Former Syro Steel Site Sold for $400,000; Developer Eyes Rebirth

GIRARD, Ohio – The site of the former Syro Steel Co. complex in Girard could see new life after its recent purchase by a Lisbon development group.

Records from the Trumbull County Auditor’s office show that 1170 State Road LLC acquired the property – consisting of 22 acres, an office building and three manufacturing buildings – from Syro Steel for $400,000 on Aug. 19.

The site was most recently occupied by Trinity Industries, but has remained vacant since Trinity ceased operations there in 2018.  Records from the Ohio Secretary of State’s office show that the name and address for 1170 State Road LLC is Benjamin Dickey of 7716 Depot Road, Lisbon.

“This is going to be rebranded and put out there for lease,” says Dan Crouse, agent for Platz Realty Group, which listed the site. “It’s going to take a major infusion of cash, but he’s willing to do it because it has great flex space and good manufacturing space.”

Syro Steel constructed a rolling mill at the location at 1170 N. State St. during World War II. It also built a galvanizing plant and a shearing operation at the site.

Crouse says the main building is a 100,000-square-foot steel manufacturing plant, of which about 60,000-square feet is usable. “The rest of that will have to come down,” he says. However, this portion of the site has direct rail access, an important attribute for any prospective industrial tenant.

“There’s rail directly into this building and it has seven cranes,” Crouse says. 

Another 21,000 square-foot building that once housed Syro’s galvanizing operations is still in solid condition, Crouse notes, while a 7,000-square foot building where the company’s shearing division operated is also intact.

Crouse says the vacant industrial buildings, including 10,000 square feet of office space, could easily be repurposed to accommodate multiple tenants.
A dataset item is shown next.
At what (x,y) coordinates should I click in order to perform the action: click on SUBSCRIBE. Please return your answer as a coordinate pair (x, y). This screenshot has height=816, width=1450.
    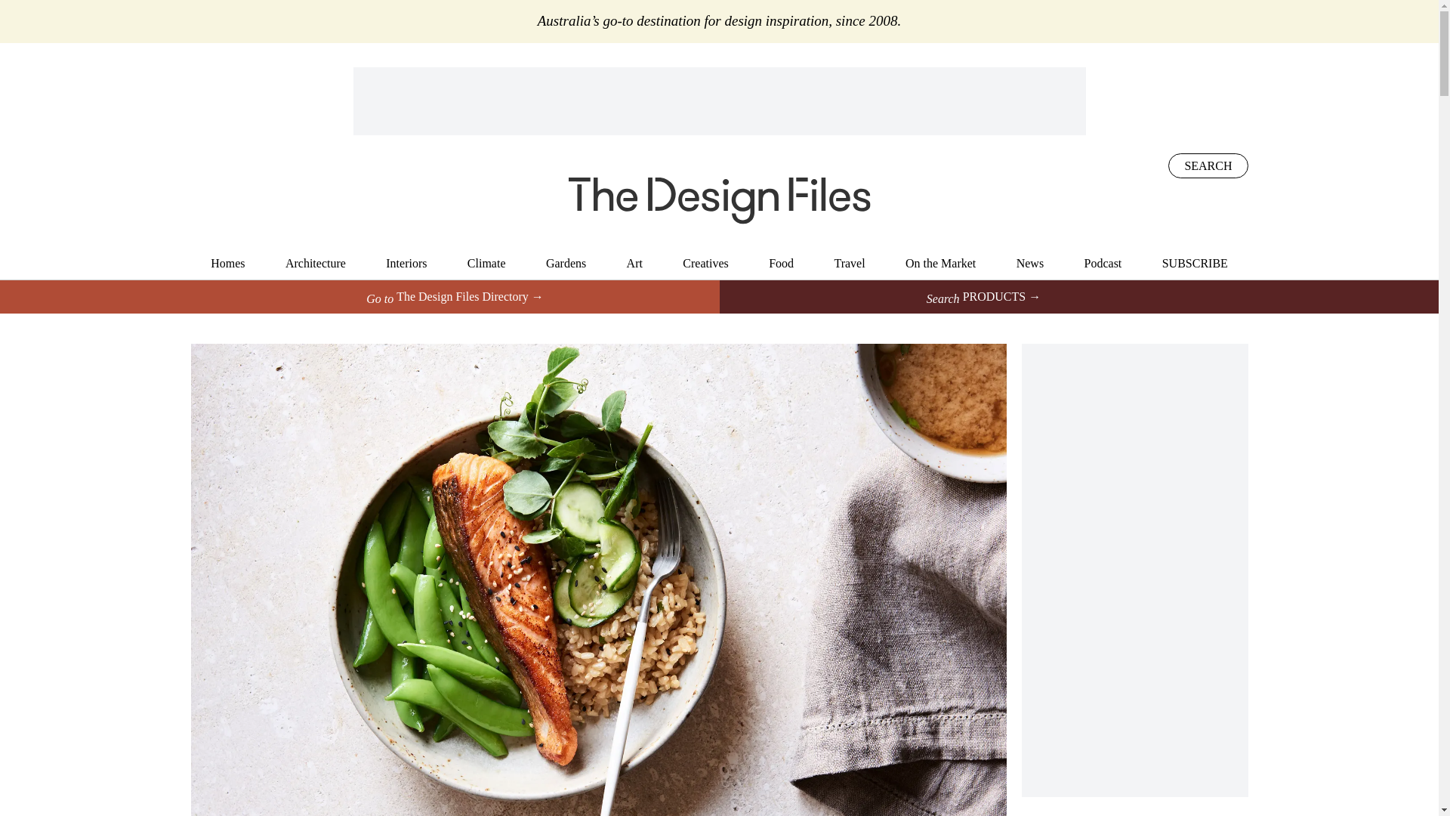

Industrial buildings that have large crane capacity, he says, are attractive to manufacturing interests since they would be expensive to construct new.
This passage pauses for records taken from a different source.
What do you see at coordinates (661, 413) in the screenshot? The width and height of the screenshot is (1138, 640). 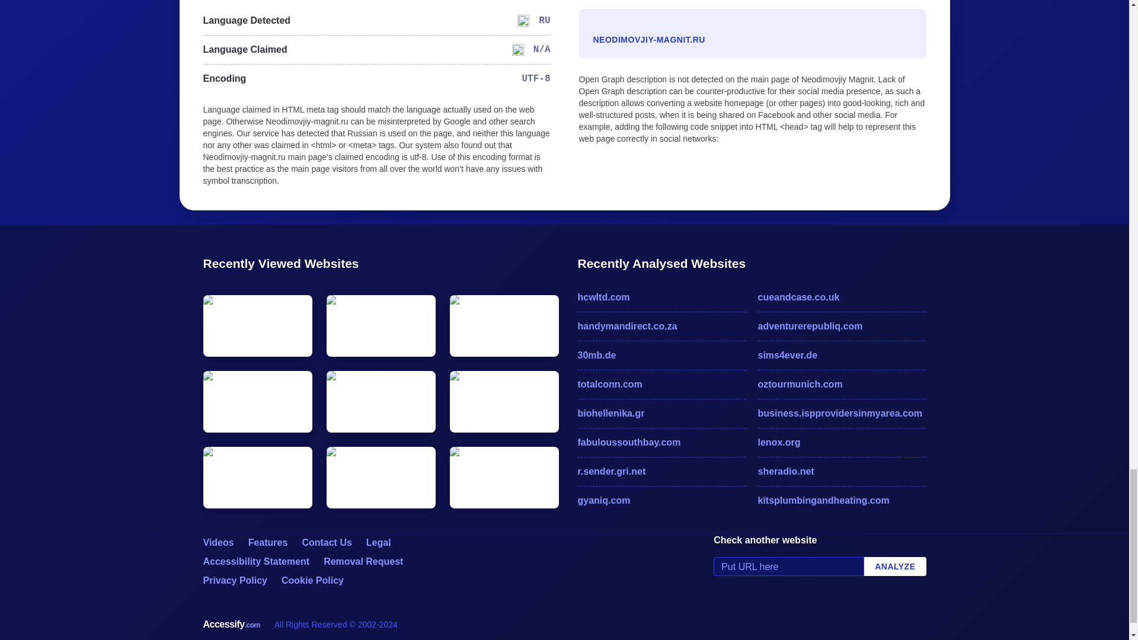 I see `biohellenika.gr` at bounding box center [661, 413].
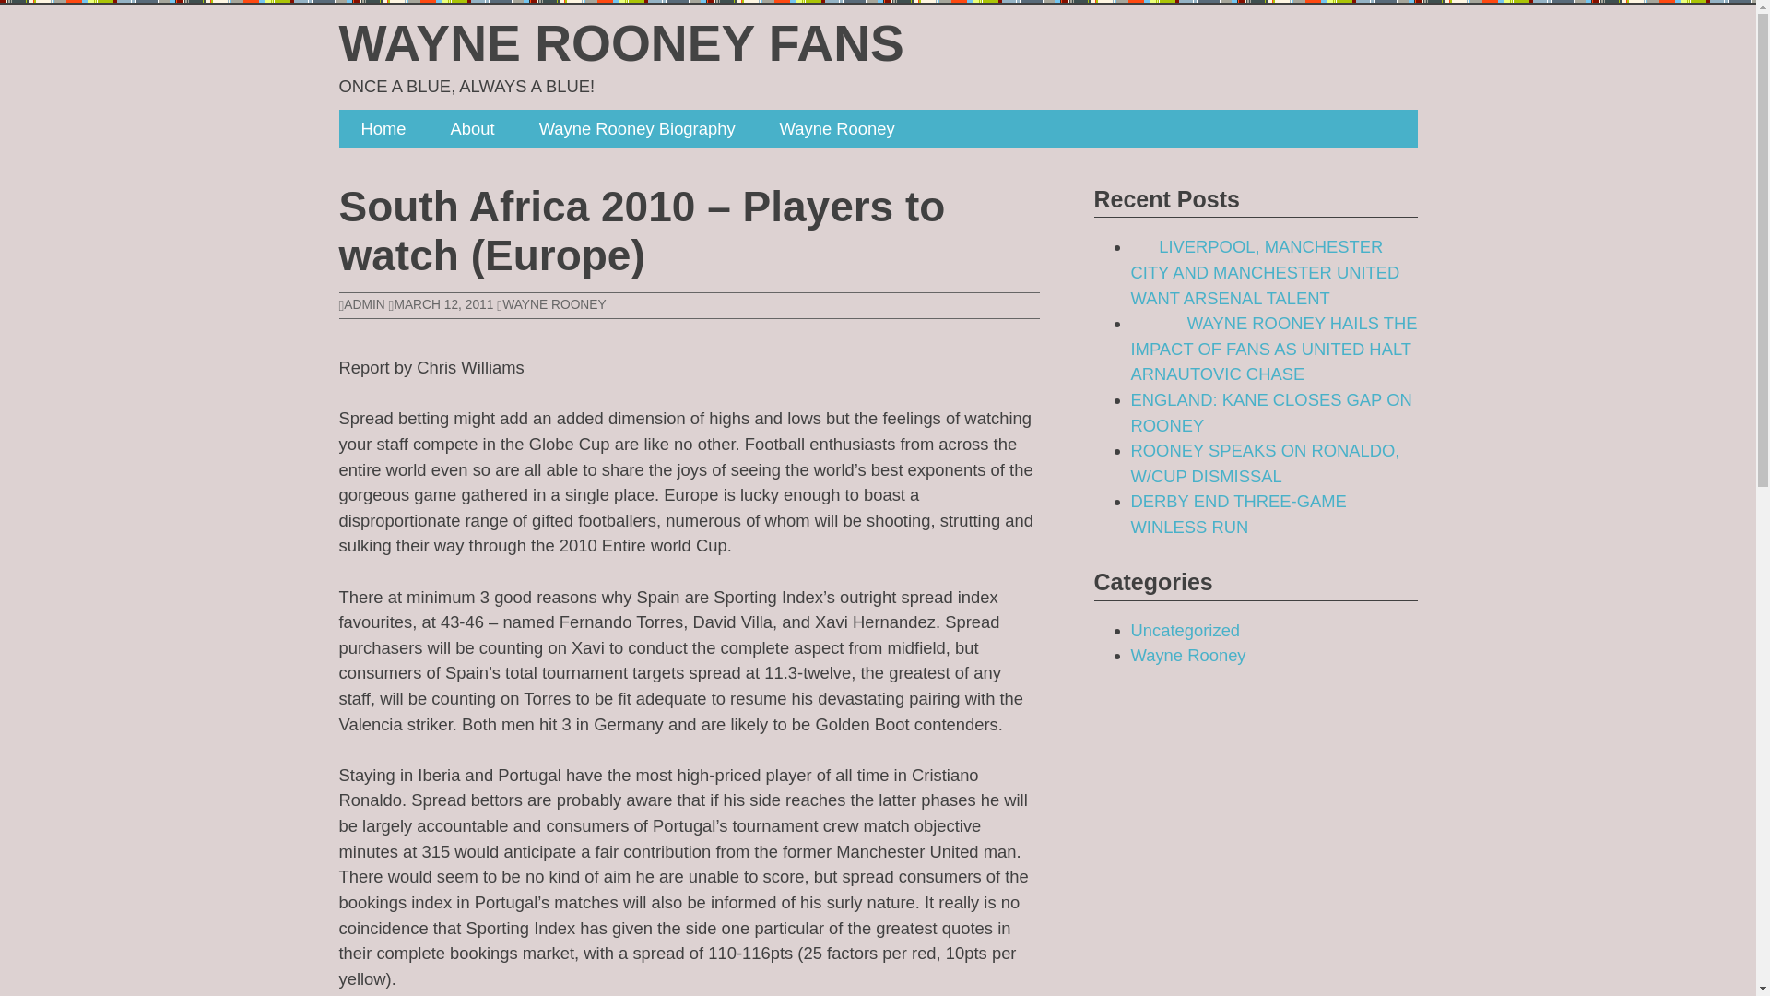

“You can’t duplicate those,” Crouse says.  

Syro Steel began in business manufacturing steel for the war effort during the mid-1940s.  Among the products the company designed were Quonset Huts for the military during the war. A 3,000-square-foot demonstration model of these huts still sits on the property. 

The entrance to the bomb shelter.

“They were able to fit small scout planes in these,” Crouse says.

Even more intriguing is a Cold War-era fallout shelter that Syro designed for customers during the 1950s through the early 1960s.  

It was widely believed then that international tensions between the United States and the Soviet Union could at any moment erupt into a nuclear war, exacerbated by events such as the Korean War during the early 1950s and the Cuban Missile Crisis in 1962. Fearful of an atomic attack, some Americans took to constructing private bomb shelters to protect them from a nuclear holocaust.  

“There is a demo model of one of these just through the office. It’s in pretty good shape,” Crouse says.  “They sold these things during the Cold War.”

Redevelopment of the site would also mean returning the property to productive use, Crouse says. “The office building is essentially furnished. But after a quick cleanup, it’s ready to go.”

Pictured at top: The former Syro Steel building in Girard.